Second Home by Camila Marambio

Threads

29 February 2016

This is a reflection for the exhibition Second Home.

As I roam the street of Brunswick I feel more like a hound than a human. Driven by need, want and pretense I hunt for a second home. My animal nature leads me to quiet streets, away from the noisy arteries, where I am all eyes, all ears, all nose, all heart, all skin. Relentlessly desirous, I scan the shapes, colors, sizes, configurations, and front gardens of house after house. Exercising quick judgment, yet postponing the actual jotting down of numbers and street names, what remains after each long drift is a hunger for the kill. I long to encounter a shell so beautiful, so uniquely formed, that it suits just me. But I know that this naïve conceit to find a house that is “meant to be” only feeds my appetite for fantasy and that soon enough I will have to surrender to the fact that in every case I will have to come to terms with a living space conceived and built for an other.

I can’t get out of my head the Manifesto Antropófago written by the Brazilian poet Oswald de Andrade in 1928. In his account of how Brazilians asserted themselves over European post-colonial cultural domination, Andrade conjures up the primitive tribal ritual of cannibalism. He suggests that in the act consuming and masticating dominant cultural forms, Brazilians were actually subverting the norm, and that in the final process of digestion and excretion of what was consumed outstandingly original forms of expression were engendered. Though my own craving is not so much for cultural assimilation, but for peace of mind, I can almost taste the flesh of each tenant that happens to walk out of a house I have set my sights on.

A house is like a second skin; another layer of epidermis to shelter the body from the outside world. A house is to a body, what a body is to a spirit. Enmeshed in each other, body and spirit, house and body, spirit and house are a symbiotic whole striving together to live -and die- well.

In Chile we have the saying “es una cosa de piel” (it’s a matter of the skin) when we want to refer to the irrational feeling that we are certain of something without having scientific proof. Since I am a vegetarian and actually foresee my process of habituation resembling more that of a chameleon who changes skin color to adapt to the surrounding environment than that of carnal ingestion, I will continue my search for a symbolic second skin, both with a dose of animal behavior and, gradually, though unwillingly, with a larger dose of search-engine realism.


> WORK TO BE COMPLETED
Your copy of the listing must be exact and must hold no images.

> STORED DATA
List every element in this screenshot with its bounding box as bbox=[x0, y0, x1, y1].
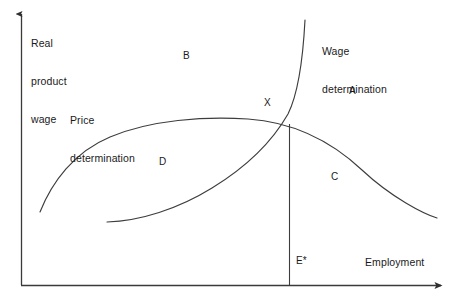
y-axis-title: Real product wage bbox=[31, 11, 67, 152]
price-determination-label-line1: Price bbox=[70, 114, 135, 127]
y-axis-title-line3: wage bbox=[31, 113, 67, 126]
diagram-canvas: Real product wage Employment Price deter… bbox=[0, 0, 458, 300]
wage-determination-curve bbox=[107, 20, 305, 222]
region-label-b: B bbox=[183, 50, 190, 62]
price-determination-label-line2: determination bbox=[70, 152, 135, 165]
wage-determination-label-line1: Wage bbox=[322, 45, 387, 58]
x-axis-title: Employment bbox=[365, 256, 424, 269]
intersection-label-x: X bbox=[264, 97, 271, 109]
region-label-d: D bbox=[159, 156, 166, 168]
diagram-svg bbox=[0, 0, 458, 300]
region-label-a: A bbox=[349, 85, 356, 97]
equilibrium-employment-label: E* bbox=[296, 255, 307, 267]
y-axis-title-line2: product bbox=[31, 75, 67, 88]
wage-determination-label: Wage determination bbox=[322, 19, 387, 121]
y-axis-title-line1: Real bbox=[31, 37, 67, 50]
region-label-c: C bbox=[331, 171, 338, 183]
price-determination-label: Price determination bbox=[70, 88, 135, 190]
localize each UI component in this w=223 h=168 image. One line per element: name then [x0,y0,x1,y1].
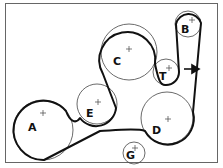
svg-text:B: B [181,23,189,36]
pulley-g: G [123,142,145,164]
svg-text:E: E [86,107,94,120]
svg-text:D: D [152,124,161,137]
svg-text:C: C [113,55,121,68]
serpentine-belt [14,14,201,160]
svg-text:G: G [126,149,135,162]
svg-text:A: A [28,121,37,134]
belt-routing-diagram: A B C D E G T [0,0,223,168]
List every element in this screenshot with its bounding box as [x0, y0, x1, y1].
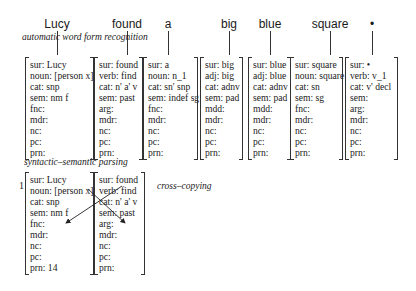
- arrow-lucy-to-found-arg: [88, 189, 125, 223]
- arrow-found-to-lucy-fnc: [66, 186, 122, 223]
- cross-copying-arrows: [0, 0, 416, 291]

> EXERCISE RESULT
List every element in this screenshot with its bounding box as bbox=[x0, y0, x1, y1].
y-axis-title: Real product wage bbox=[31, 11, 67, 152]
price-determination-label-line1: Price bbox=[70, 114, 135, 127]
y-axis-title-line3: wage bbox=[31, 113, 67, 126]
diagram-canvas: Real product wage Employment Price deter… bbox=[0, 0, 458, 300]
wage-determination-curve bbox=[107, 20, 305, 222]
region-label-b: B bbox=[183, 50, 190, 62]
price-determination-label-line2: determination bbox=[70, 152, 135, 165]
wage-determination-label-line1: Wage bbox=[322, 45, 387, 58]
x-axis-title: Employment bbox=[365, 256, 424, 269]
intersection-label-x: X bbox=[264, 97, 271, 109]
region-label-d: D bbox=[159, 156, 166, 168]
diagram-svg bbox=[0, 0, 458, 300]
region-label-a: A bbox=[349, 85, 356, 97]
equilibrium-employment-label: E* bbox=[296, 255, 307, 267]
y-axis-title-line2: product bbox=[31, 75, 67, 88]
wage-determination-label: Wage determination bbox=[322, 19, 387, 121]
y-axis-title-line1: Real bbox=[31, 37, 67, 50]
region-label-c: C bbox=[331, 171, 338, 183]
price-determination-label: Price determination bbox=[70, 88, 135, 190]
localize each UI component in this w=223 h=168 image. One line per element: name then [x0,y0,x1,y1].
svg-text:B: B [181,23,189,36]
pulley-g: G [123,142,145,164]
svg-text:E: E [86,107,94,120]
svg-text:D: D [152,124,161,137]
svg-text:C: C [113,55,121,68]
serpentine-belt [14,14,201,160]
svg-text:G: G [126,149,135,162]
svg-text:A: A [28,121,37,134]
belt-routing-diagram: A B C D E G T [0,0,223,168]
List every element in this screenshot with its bounding box as [x0, y0, x1, y1].
- arrow-lucy-to-found-arg: [88, 189, 125, 223]
- arrow-found-to-lucy-fnc: [66, 186, 122, 223]
- cross-copying-arrows: [0, 0, 416, 291]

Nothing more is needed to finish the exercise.